Running in central Paris from April to October 1925, the expo was organised to assert the dominance of French design but ended up having much wider significance.

It was a huge success, with 15,000 exhibitors from more than 20 countries participating and an estimated 16 million visitors – introducing what we now recognise as art deco to a vast global audience through a series of pavilions and installations and heavily influencing a generation of designers.


Front view of the Kennedy-Warren Apartment Building
Photo by APK via Wikimedia Commons

Y is for Joseph Younger

American architect Joseph Younger is best known for designing the Kennedy-Warren Apartment Building, arguably Washington DC's most important art deco landmark and also in Dezeen's list of significant US buildings in the style.

Its facade features motifs informed by Aztec culture and a curving aluminium canopy lined with small decorative arches.

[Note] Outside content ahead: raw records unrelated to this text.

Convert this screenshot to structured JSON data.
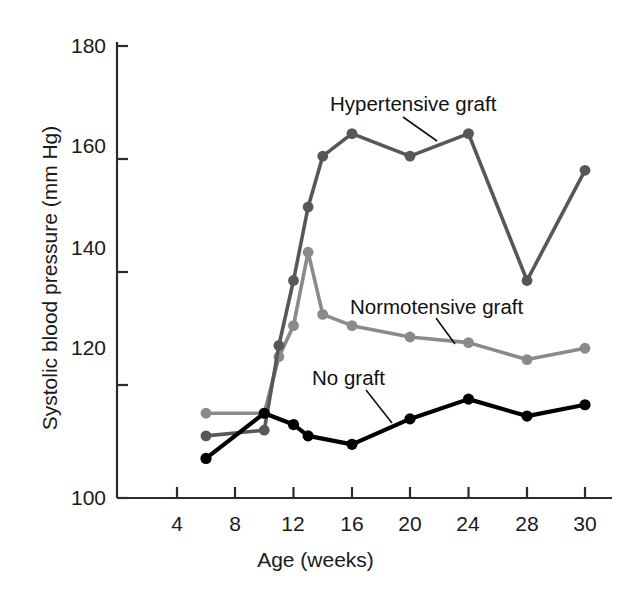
{
  "chart_data": {
    "type": "line",
    "title": "",
    "xlabel": "Age (weeks)",
    "ylabel": "Systolic blood pressure (mm Hg)",
    "xlim": [
      2,
      31
    ],
    "ylim": [
      100,
      180
    ],
    "xticks": [
      4,
      8,
      12,
      16,
      20,
      24,
      28,
      30
    ],
    "xtick_labels": [
      "4",
      "8",
      "12",
      "16",
      "20",
      "24",
      "28",
      "30"
    ],
    "yticks": [
      100,
      120,
      140,
      160,
      180
    ],
    "ytick_labels": [
      "100",
      "120",
      "140",
      "160",
      "180"
    ],
    "grid": false,
    "legend_position": "inline-annotations",
    "series": [
      {
        "name": "Hypertensive graft",
        "color": "#575757",
        "marker": "circle",
        "label_annotation": "Hypertensive graft",
        "x": [
          6,
          10,
          11,
          12,
          13,
          14,
          16,
          20,
          24,
          28,
          30
        ],
        "values": [
          111,
          112,
          127,
          138.5,
          151.5,
          160.5,
          164.5,
          160.5,
          164.5,
          138.5,
          158
        ]
      },
      {
        "name": "Normotensive graft",
        "color": "#8a8a8a",
        "marker": "circle",
        "label_annotation": "Normotensive graft",
        "x": [
          6,
          10,
          11,
          12,
          13,
          14,
          16,
          20,
          24,
          28,
          30
        ],
        "values": [
          115,
          115,
          125,
          130.5,
          143.5,
          132.5,
          130.5,
          128.5,
          127.5,
          124.5,
          126.5
        ]
      },
      {
        "name": "No graft",
        "color": "#000000",
        "marker": "circle",
        "label_annotation": "No graft",
        "x": [
          6,
          10,
          12,
          13,
          16,
          20,
          24,
          28,
          30
        ],
        "values": [
          107,
          115,
          113,
          111,
          109.5,
          114,
          117.5,
          114.5,
          116.5
        ]
      }
    ],
    "annotations": [
      {
        "text": "Hypertensive graft",
        "x_px": 330,
        "y_px": 92,
        "leader": [
          403,
          117,
          437,
          141
        ]
      },
      {
        "text": "Normotensive graft",
        "x_px": 350,
        "y_px": 295,
        "leader": [
          436,
          318,
          455,
          344
        ]
      },
      {
        "text": "No graft",
        "x_px": 312,
        "y_px": 366,
        "leader": [
          366,
          390,
          392,
          423
        ]
      }
    ]
  },
  "axis": {
    "y_title": "Systolic blood pressure (mm Hg)",
    "x_title": "Age (weeks)"
  }
}
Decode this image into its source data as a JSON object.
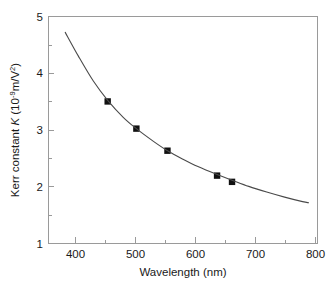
{
  "chart_data": {
    "type": "scatter",
    "title": "",
    "xlabel": "Wavelength (nm)",
    "ylabel_prefix": "Kerr constant ",
    "ylabel_symbol": "K",
    "ylabel_units_open": " (10",
    "ylabel_units_exp": "-9",
    "ylabel_units_close": "m/V",
    "ylabel_units_exp2": "2",
    "ylabel_units_end": ")",
    "ylabel_full": "Kerr constant K (10-9 m/V2)",
    "xlim": [
      350,
      800
    ],
    "ylim": [
      1,
      5
    ],
    "xticks": [
      400,
      500,
      600,
      700,
      800
    ],
    "xtick_labels": [
      "400",
      "500",
      "600",
      "700",
      "800"
    ],
    "xminor_ticks": [
      350,
      450,
      550,
      650,
      750
    ],
    "yticks": [
      1,
      2,
      3,
      4,
      5
    ],
    "ytick_labels": [
      "1",
      "2",
      "3",
      "4",
      "5"
    ],
    "yminor_ticks": [
      1.5,
      2.5,
      3.5,
      4.5
    ],
    "grid": false,
    "legend": false,
    "series": [
      {
        "name": "Kerr constant measurements",
        "marker": "square",
        "marker_color": "#111111",
        "x": [
          449,
          497,
          549,
          632,
          657
        ],
        "y": [
          3.5,
          3.02,
          2.63,
          2.19,
          2.08
        ]
      },
      {
        "name": "fitted dispersion curve",
        "marker": "none",
        "line_color": "#4a4a4a",
        "x": [
          378,
          400,
          425,
          449,
          475,
          497,
          525,
          549,
          575,
          600,
          632,
          657,
          685,
          715,
          745,
          775,
          785
        ],
        "y": [
          4.72,
          4.3,
          3.86,
          3.52,
          3.22,
          3.02,
          2.8,
          2.63,
          2.48,
          2.35,
          2.21,
          2.11,
          2.0,
          1.9,
          1.81,
          1.73,
          1.71
        ]
      }
    ]
  }
}
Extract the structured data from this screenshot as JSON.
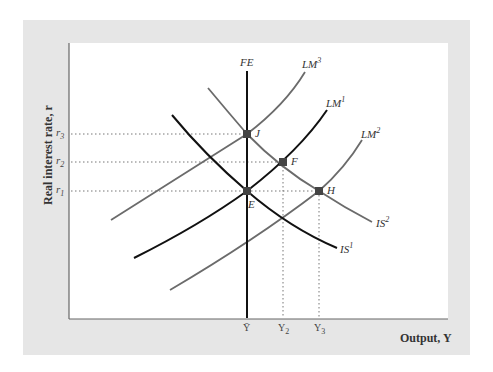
{
  "figure": {
    "y_axis_label": "Real interest rate, r",
    "x_axis_label": "Output, Y",
    "y_ticks": [
      {
        "base": "r",
        "sub": "3"
      },
      {
        "base": "r",
        "sub": "2"
      },
      {
        "base": "r",
        "sub": "1"
      }
    ],
    "x_ticks": [
      {
        "base": "Ȳ",
        "sub": ""
      },
      {
        "base": "Y",
        "sub": "2"
      },
      {
        "base": "Y",
        "sub": "3"
      }
    ],
    "curves": {
      "FE": {
        "base": "FE",
        "sup": ""
      },
      "LM3": {
        "base": "LM",
        "sup": "3"
      },
      "LM1": {
        "base": "LM",
        "sup": "1"
      },
      "LM2": {
        "base": "LM",
        "sup": "2"
      },
      "IS1": {
        "base": "IS",
        "sup": "1"
      },
      "IS2": {
        "base": "IS",
        "sup": "2"
      }
    },
    "points": {
      "J": "J",
      "F": "F",
      "E": "E",
      "H": "H"
    },
    "colors": {
      "panel": "#e6e6e6",
      "dark_curve": "#111111",
      "gray_curve": "#6b6b6b",
      "point": "#444444"
    }
  }
}
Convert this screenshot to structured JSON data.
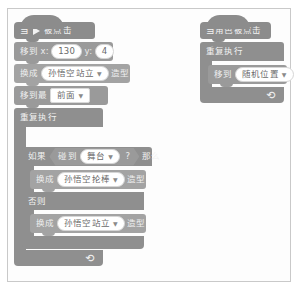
{
  "app": {
    "title": "Scratch 积木脚本",
    "background_color": "#ffffff",
    "frame_border_color": "#c9c9c9"
  },
  "palette": {
    "events_block": "#8c8c8c",
    "motion_block": "#9a9a9a",
    "looks_block": "#a3a3a3",
    "control_block": "#8f8f8f",
    "sensing_block": "#9a9a9a",
    "input_fill": "#ffffff",
    "text_color": "#5d5d5d"
  },
  "scripts": [
    {
      "id": "script-main",
      "blocks": {
        "when_flag_clicked": {
          "prefix": "当",
          "flag_icon": "green-flag-icon",
          "suffix": "被点击"
        },
        "goto_xy": {
          "label": "移到",
          "x_label": "x:",
          "x_value": "130",
          "y_label": "y:",
          "y_value": "4"
        },
        "switch_costume_1": {
          "prefix": "换成",
          "costume": "孙悟空站立",
          "dropdown_icon": "chevron-down-icon",
          "suffix": "造型"
        },
        "go_to_layer": {
          "prefix": "移到最",
          "layer": "前面",
          "dropdown_icon": "chevron-down-icon"
        },
        "forever": {
          "label": "重复执行",
          "loop_icon": "loop-arrow-icon"
        },
        "if_else": {
          "if_label": "如果",
          "condition_prefix": "碰到",
          "condition_target": "舞台",
          "condition_dropdown_icon": "chevron-down-icon",
          "condition_suffix": "?",
          "then_label": "那么",
          "else_label": "否则"
        },
        "switch_costume_if": {
          "prefix": "换成",
          "costume": "孙悟空抡棒",
          "dropdown_icon": "chevron-down-icon",
          "suffix": "造型"
        },
        "switch_costume_else": {
          "prefix": "换成",
          "costume": "孙悟空站立",
          "dropdown_icon": "chevron-down-icon",
          "suffix": "造型"
        }
      }
    },
    {
      "id": "script-sprite-clicked",
      "blocks": {
        "when_sprite_clicked": {
          "label": "当角色被点击"
        },
        "forever": {
          "label": "重复执行",
          "loop_icon": "loop-arrow-icon"
        },
        "goto_random": {
          "label": "移到",
          "target": "随机位置",
          "dropdown_icon": "chevron-down-icon"
        }
      }
    }
  ]
}
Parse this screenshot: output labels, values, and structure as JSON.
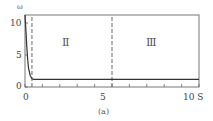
{
  "chart_data": {
    "type": "line",
    "title": "",
    "caption": "(a)",
    "xlabel": "S",
    "ylabel": "ω",
    "xlim": [
      0,
      10
    ],
    "ylim": [
      0,
      11
    ],
    "x_ticks": [
      0,
      5,
      10
    ],
    "x_tick_labels": [
      "0",
      "5",
      "10 S"
    ],
    "x_minor_ticks": [
      1,
      2,
      3,
      4,
      6,
      7,
      8,
      9
    ],
    "y_ticks": [
      0,
      5,
      10
    ],
    "y_tick_labels": [
      "0",
      "5",
      "10"
    ],
    "grid": false,
    "legend": null,
    "series": [
      {
        "name": "ω",
        "x": [
          0.0,
          0.05,
          0.1,
          0.15,
          0.2,
          0.3,
          0.4,
          0.5,
          1,
          2,
          5,
          10
        ],
        "y": [
          11.5,
          9.0,
          6.5,
          4.5,
          3.0,
          1.8,
          1.3,
          1.2,
          1.2,
          1.2,
          1.2,
          1.2
        ]
      }
    ],
    "vlines": [
      {
        "x": 0.4,
        "style": "dashed"
      },
      {
        "x": 5,
        "style": "dashed"
      }
    ],
    "annotations": [
      {
        "text": "Ⅱ",
        "x": 2.5,
        "y": 8.5
      },
      {
        "text": "Ⅲ",
        "x": 7.5,
        "y": 8.5
      }
    ]
  }
}
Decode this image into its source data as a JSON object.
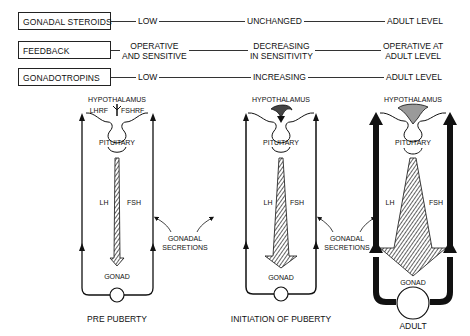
{
  "table": {
    "rows": [
      {
        "label": "GONADAL STEROIDS",
        "pre": "LOW",
        "initiation": "UNCHANGED",
        "adult": "ADULT LEVEL"
      },
      {
        "label": "FEEDBACK",
        "pre_line1": "OPERATIVE",
        "pre_line2": "AND SENSITIVE",
        "initiation_line1": "DECREASING",
        "initiation_line2": "IN SENSITIVITY",
        "adult_line1": "OPERATIVE AT",
        "adult_line2": "ADULT LEVEL"
      },
      {
        "label": "GONADOTROPINS",
        "pre": "LOW",
        "initiation": "INCREASING",
        "adult": "ADULT LEVEL"
      }
    ]
  },
  "diagrams": [
    {
      "stage": "PRE PUBERTY",
      "hypothalamus": "HYPOTHALAMUS",
      "lhrf": "LHRF",
      "fshrf": "FSHRF",
      "pituitary": "PITUITARY",
      "lh": "LH",
      "fsh": "FSH",
      "gonad": "GONAD"
    },
    {
      "stage": "INITIATION OF PUBERTY",
      "hypothalamus": "HYPOTHALAMUS",
      "pituitary": "PITUITARY",
      "lh": "LH",
      "fsh": "FSH",
      "gonad": "GONAD"
    },
    {
      "stage": "ADULT",
      "hypothalamus": "HYPOTHALAMUS",
      "pituitary": "PITUITARY",
      "lh": "LH",
      "fsh": "FSH",
      "gonad": "GONAD"
    }
  ],
  "annotations": {
    "gonadal_secretions_1_line1": "GONADAL",
    "gonadal_secretions_1_line2": "SECRETIONS",
    "gonadal_secretions_2_line1": "GONADAL",
    "gonadal_secretions_2_line2": "SECRETIONS"
  }
}
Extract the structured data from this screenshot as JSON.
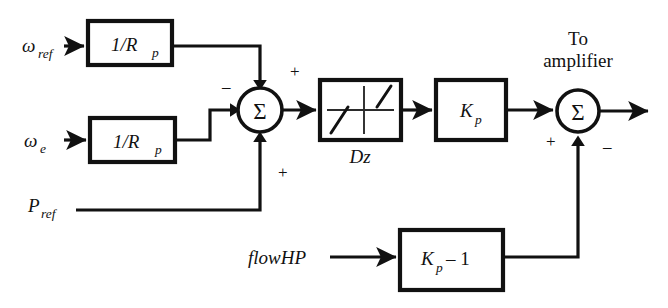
{
  "diagram": {
    "background_color": "#ffffff",
    "line_color": "#111111"
  },
  "inputs": {
    "omega_ref": {
      "symbol": "ω",
      "subscript": "ref"
    },
    "omega_e": {
      "symbol": "ω",
      "subscript": "e"
    },
    "p_ref": {
      "symbol": "P",
      "subscript": "ref"
    },
    "flow_hp": {
      "label": "flowHP"
    }
  },
  "blocks": {
    "gain_droop_ref": {
      "name": "1/R",
      "subscript": "p"
    },
    "gain_droop_e": {
      "name": "1/R",
      "subscript": "p"
    },
    "deadzone": {
      "caption": "Dz"
    },
    "gain_kp": {
      "name": "K",
      "subscript": "p"
    },
    "gain_kp_minus_one": {
      "name": "K",
      "subscript": "p",
      "suffix": "– 1"
    }
  },
  "summing_junctions": {
    "first": {
      "symbol": "Σ",
      "sign_top": "+",
      "sign_left": "–",
      "sign_bottom": "+"
    },
    "second": {
      "symbol": "Σ",
      "sign_left": "+",
      "sign_bottom": "–"
    }
  },
  "outputs": {
    "to_amplifier": {
      "line1": "To",
      "line2": "amplifier"
    }
  }
}
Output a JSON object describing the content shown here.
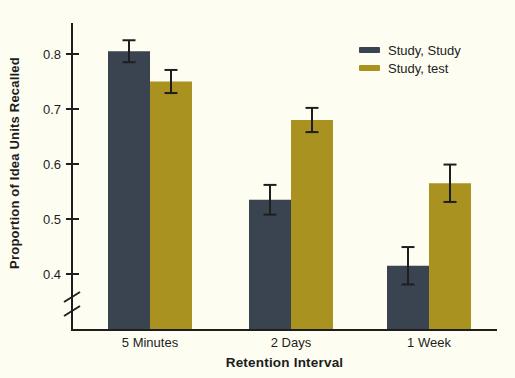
{
  "colors": {
    "background": "#fdfdf2",
    "ink": "#1e1e1e",
    "series_dark": "#3a4450",
    "series_gold": "#a9921f"
  },
  "chart_data": {
    "type": "bar",
    "title": "",
    "xlabel": "Retention Interval",
    "ylabel": "Proportion of Idea Units Recalled",
    "categories": [
      "5 Minutes",
      "2 Days",
      "1 Week"
    ],
    "series": [
      {
        "name": "Study, Study",
        "color": "#3a4450",
        "values": [
          0.805,
          0.535,
          0.415
        ],
        "errors": [
          0.02,
          0.027,
          0.034
        ]
      },
      {
        "name": "Study, test",
        "color": "#a9921f",
        "values": [
          0.75,
          0.68,
          0.565
        ],
        "errors": [
          0.021,
          0.022,
          0.034
        ]
      }
    ],
    "y_ticks": [
      0.4,
      0.5,
      0.6,
      0.7,
      0.8
    ],
    "y_tick_labels": [
      "0.4",
      "0.5",
      "0.6",
      "0.7",
      "0.8"
    ],
    "ylim": [
      0.35,
      0.856
    ],
    "axis_break_below_min": true,
    "error_bars": true,
    "grid": false,
    "legend_position": "top-right"
  }
}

The main building was completed in 1931, and Younger died by suicide only a year later.


Empire State Building
Photo by Kit Suman via Unsplash

Z is for ziggurats

Ziggurat forms are among the most common recurring motifs in art deco, particularly architecture. The best known example is likely the Empire State Building in New York City (pictured), with its receding tiers.

The use of ziggurats was partly the result of designers' interest in Mesoamerica, and the famous stepped-pyramid Mayan temples.

But also, it was the result of regulation. In 1916, New York City passed a zoning resolution that required setbacks on buildings above certain heights, in order to prevent skyscrapers from blocking sunlight from reaching street level. The ziggurat look caught on and appeared on buildings around the world.


Art Deco Centenary
Illustration by Jack Bedford

Art Deco Centenary

This article is part of Dezeen's Art Deco Centenary series, which explores art deco architecture and design 100 years on from the "arts décoratifs" exposition in Paris that later gave the style its name.

The post Dezeen's A to Z of art deco appeared first on Dezeen.